Guest columnist Tim Nixon: Let’s stop getting gaslit by the right

An elections staffer hangs scanner tapes used in early voting at the Fulton County Election Hub and Operation Center, Tuesday, Nov. 5, 2024, in Atlanta.

An elections staffer hangs scanner tapes used in early voting at the Fulton County Election Hub and Operation Center, Tuesday, Nov. 5, 2024, in Atlanta. AP PHOTO/JOHN BAZEMORE

By TIM NIXON

Published: 11-24-2024 6:30 PM

If Kamala Harris had won the 2024 election, the next months would have been filled with a cycle of headlines about voter fraud. They would have stemmed from complaints from Republican leadership and lawsuits backed by powerful donors (along with a smattering of grassroots supporters).

We will not see those headlines. Sure, a few will comment on the lack of voter fraud. There will be a handful of cases of actual voter fraud. But we now live in a reality where the next months will not be consumed with coverage of lawsuits over frivolous claims of massive election-changing fraud in swing states favoring Democrats. Because Republicans won.

The run-up to the 2024 election, as with 2020, was rife with Republican claims that our voting system is not secure. (In some places, laws were changed to make it more difficult to vote.) Now that their candidate has won, the next months will be met with silence on the issue of voter fraud by those who would have been screaming at the top of their lungs if the election had swung the other way.

Had they lost, news outlets would have written about the tone and tenor of the screams, and sent reassurances to the choir that in fact, our elections are quite safe, and no, thousands of dead people did not vote.

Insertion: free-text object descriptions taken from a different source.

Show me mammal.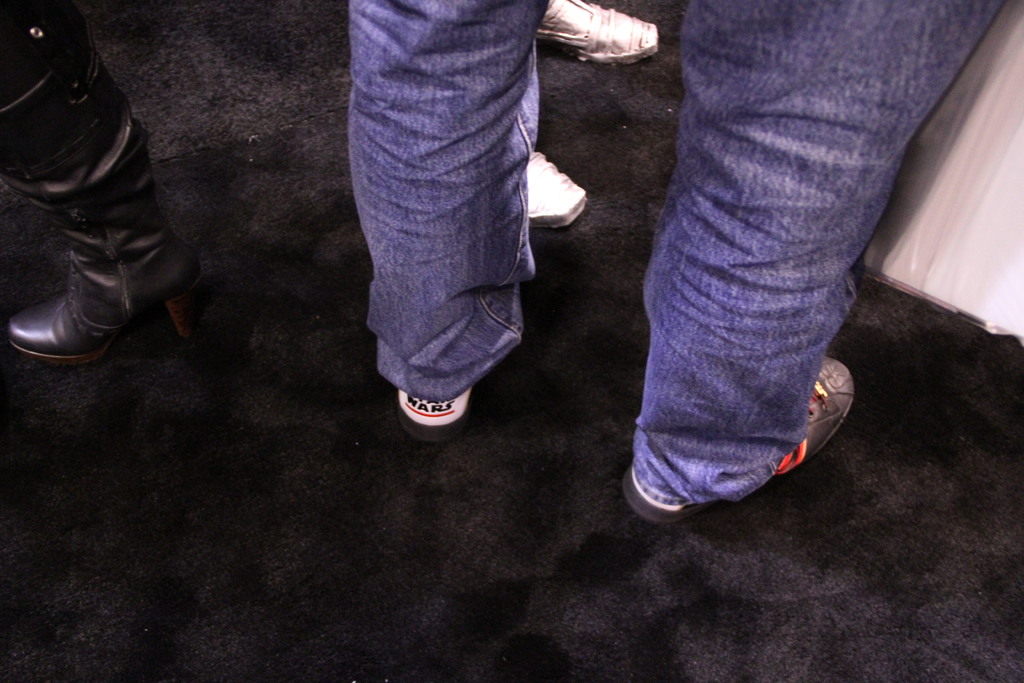
mammal is here: pyautogui.locateOnScreen(356, 0, 1012, 513).
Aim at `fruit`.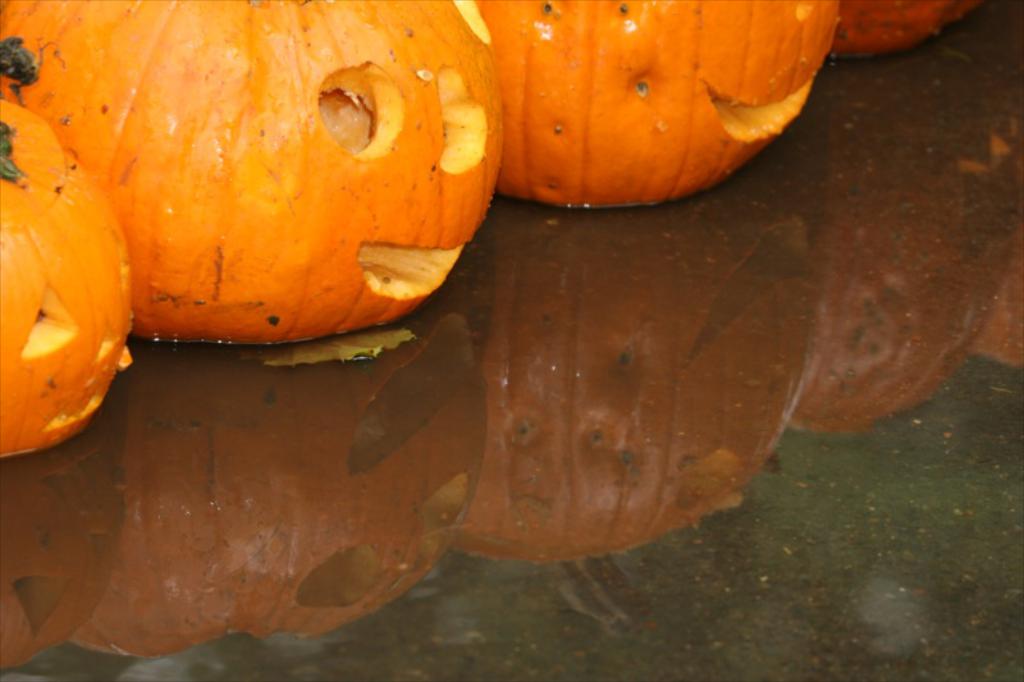
Aimed at l=470, t=0, r=845, b=209.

There are some cases where it is easy to make sense of this conundrum. For example, when Antonin Scalia died, then-Senate Majority Leader Mitch McConnell refused to follow plain text in the Constitution and confirm a nominee for the Supreme Court. To defend his inaction he provided a wild argument: before an election was an inappropriate time to approve a nominee.

News outlets and pundits went mad spilling real and virtual ink dissecting McConnell’s “argument.” Was there precedent? What had the Founders thought? What new and fascinating doctrine of reading the Constitution was McConnell following?

It was never a real argument, it was only ever a political expedient. The truth to that lie was given when the same situation happened four years later, and with power in his hands, McConnell happily installed his side’s Supreme Court nominee, Amy Coney Barrett. Precedent did not matter, nor did the intentions of the Founders. The idea was an intellectually empty claim made by a plainly Machiavellian politician.

Article continues after...

Yesterday's Most Read Articles

Marilyn and Jeff Blaustein: Spreading disinformation about the Jones Library
Amherst’s Slaughter lands post in Hampden-Wilbraham Regional School District
State overrules Shutesbury bylaw limiting grid batteries
Home heating help on tap: Residents urged to apply for fuel assistance
Janine Roberts: Unraveling my white supremacist history
UMass football: Amid coaching search, pair of blunders has athletic department in the spotlight

I have trouble applying the same logic to voter fraud. Sure, at the levels of power, politicians are only acting to meet the ends they want. The people running the super PACs, the lawyers paid by them, they all knew the dozens of lawsuits brought in 2020 to challenge the elections were frivolous.

The conundrum is the people. What explains the silence after so much preemptive worry? Where did all the anger and fear go? We know the answer is not that Republican voters think the laws that were changed to restrict voting worked to protect voter fraud, because in the alternate universe where Harris won, we know what the headlines would have included. Is it really so simple as they won, so they no longer care or worry about voter fraud?

Maybe it is that simple. When I was 20, I could not believe the unfairness of the drinking age. Readers will remember the refrain “I can die for my country but I can’t have a drink.” Then I turned 21, and suddenly, I did not care. Those poor sober 20-year-olds could pound sand.

Is that all that happened? A voter is genuinely concerned about fraud, but the election goes their way, so they no longer care? The drinking age is a serious discussion. Voting rights and voter fraud, more so. That the fraud is only a problem when a GOP candidate loses, while Harris has called the president-elect (a convicted felon and liable for sexual abuse) to congratulate him on his victory is upsetting, and frankly, a little terrifying.

What scares me is that this is an example that our reality has shifted, and we no longer argue about facts. Election integrity is not a topic for substantive discussion, it is a foil. Just as Republicans have listened to Trump’s lies and taken them as convenient truth, Democrats listen to Republicans, engage with empty beliefs, and wonder why Republicans are not convinced.

Let the lack of headlines about a stolen election be a reminder and a warning. Treating Republican arguments with integrity is to forget that the so-called party of law and order just elected Donald Trump.

For the next four years, do not engage with the insincere beliefs. You are being trolled, and our country is the butt of the joke. It is scary because there is nothing to win, yet everything to lose.

Tim Nixon, Ph.D., teaches criminal justice and lives in Amherst.